With 26 million abortions in this country in the 18 years since Roe v. Wade, and the continuing rate of 1.6 million abortions per year, we can no longer deny the public health significance of their psychological and psycho-physiological sequelae. Epidemiological studies are urgently needed which are statistically sound and which follow women and men for at least ten years post-abortion.

In the meantime, case reports remain valid psychiatric documentation of the many faces of post-abortion grief. The traditional teaching of our profession has not been by means of controlled studies with a sample of several hundred and statistically significant standard deviations. Sigmund Freud, Eric Erikson, Viktor Frankl, Jean Piaget, and Robert Coles have told us about individuals who they have studied in depth. Their detailed case studies have led to lasting insights into human development and the origins and treatment of psychopathology. The best treatment for any illness, of course, is primary prevention. Primary prevention of the negative psychiatric sequelae of abortion involves the prevention of abortion itself by means of offering compassionate alternatives such as support in child bearing, child rearing and adoption, but more importantly the prevention of untimely pregnancy by teaching the true meaning of and reverence for human sexuality.

References

1. Beer, EA: New horizons in the diagnosis, evaluation and therapy of recurrent spontaneous abortion. Clinics in Obstetrics and Gynecology 1986; 13:115-116.

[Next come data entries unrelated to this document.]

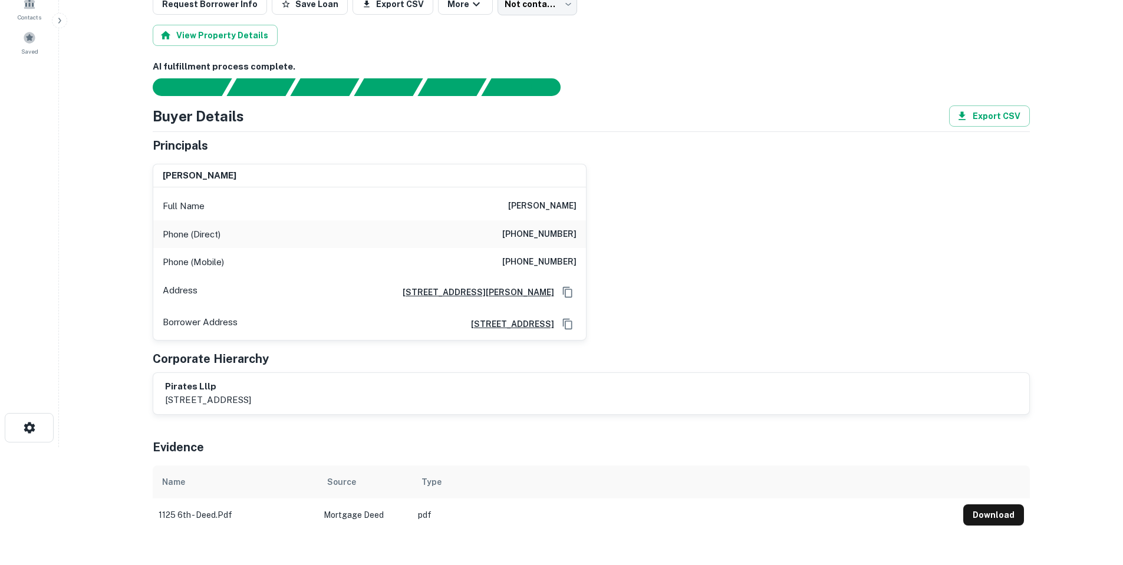  Describe the element at coordinates (260, 87) in the screenshot. I see `div: Your request is received and processing...` at that location.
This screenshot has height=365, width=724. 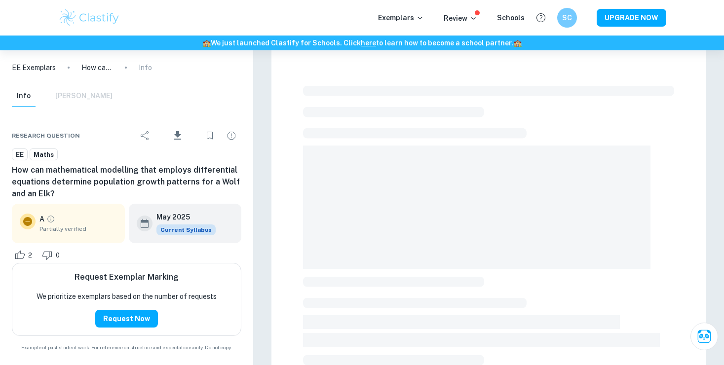 I want to click on p: Review, so click(x=461, y=18).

2. Wathan, NC: Perinatal bereavement. British Journal of Obstetrics and Gynecology 1990;97:759-760.

3. Cunningham, FG et al. eds.: Wllliam’s Obstetrics, 18th ed. Norwalk, Appleton and Lange, 1989.

4. Lancet: Editorial. 337(8740)526; 1991, Mar 2.

5. Horowitz, MJ: Introduction to Psychodynamics : a New Synthesis. New York, Basic Books, 1988.

6. Ibid.

7. Ibid., p. 67.

8. Horowitz, MJ: Stress-response syndromes: post-traumatic and adjustment disorders. In Psychiatry. Michels,’R, et al., eds. Vol. 1; Ch. 41 Philadelphia, J.B. Lippincott Co, 1990; 8.

9. American Psychiatric Association: Diagnostic and Statistical Manual of Mental Disorders. 3rd ed. rev. Wash., D.C., APA Press, 1987; 222.

10. Ney, PG: Mental health and abortion: review and analysis. Psychiatric Journal of the University of Ottawa 1989;14(4): 513.

11. National Office of Post-Abortion Reconciliation and Healing. 3501 South Lake Drive, P. 0. Box 07477, Milwaukee, WI 53207-0477.

12. Peterson, P: Awareness of death and interpersonal relations in induced abortion. Z Gebartschilfe Perinatol 1987;191(2):47-54 (published in German. English abstract.)

13. Appleby, L: Suicide during pregnancy and in the first postnatal year. British Medical Journal 1991; 302(6769):137-140.

14. Ibid.

15. Klerman, GL ed. Suicide and Depression Among Adolescents and Adults. Wash., D.C., American Psychiatric Press, 1986 (p. XV;XIX).

16. Speckhard, A: Psycho-social Stress Following Abortion. Kansas City, Sheed and Ward, 1987; 37.

17. Rubenstein, JL et al.: Suicidal behavior in “normal” adolescents : Risk and protective factors. American Journal of Orthopsychiatry 1989;59(l):59-71.

18. Garfield, B: Youth suicide 1991: the state of the science. Lifesavers: newsletter of the American Suicide Foundation 1991;3:1.

19. American Psychiatric Assoc., op. cit., p. 247-248.

20. Ibid., p.20.

21. Tishler, CL: Adolescent suicide attempts following elective abortion : a special case of anniversary reaction. Pediatrics 1990;68(5):670-671.

22. Franco, K. et al.: Anniversary reactions and due date responses following abortion. Psychotherapy and Psychosomatics 1989;52:151-154.

23. Ibid., p. 15 1.

24. Wall Street Journal 1983; Jan. 6: 1.

25. Gullattee, AC: Psychiatric aspects of abortion. Journal of the National Medical Assoc. 1973;64:308-311.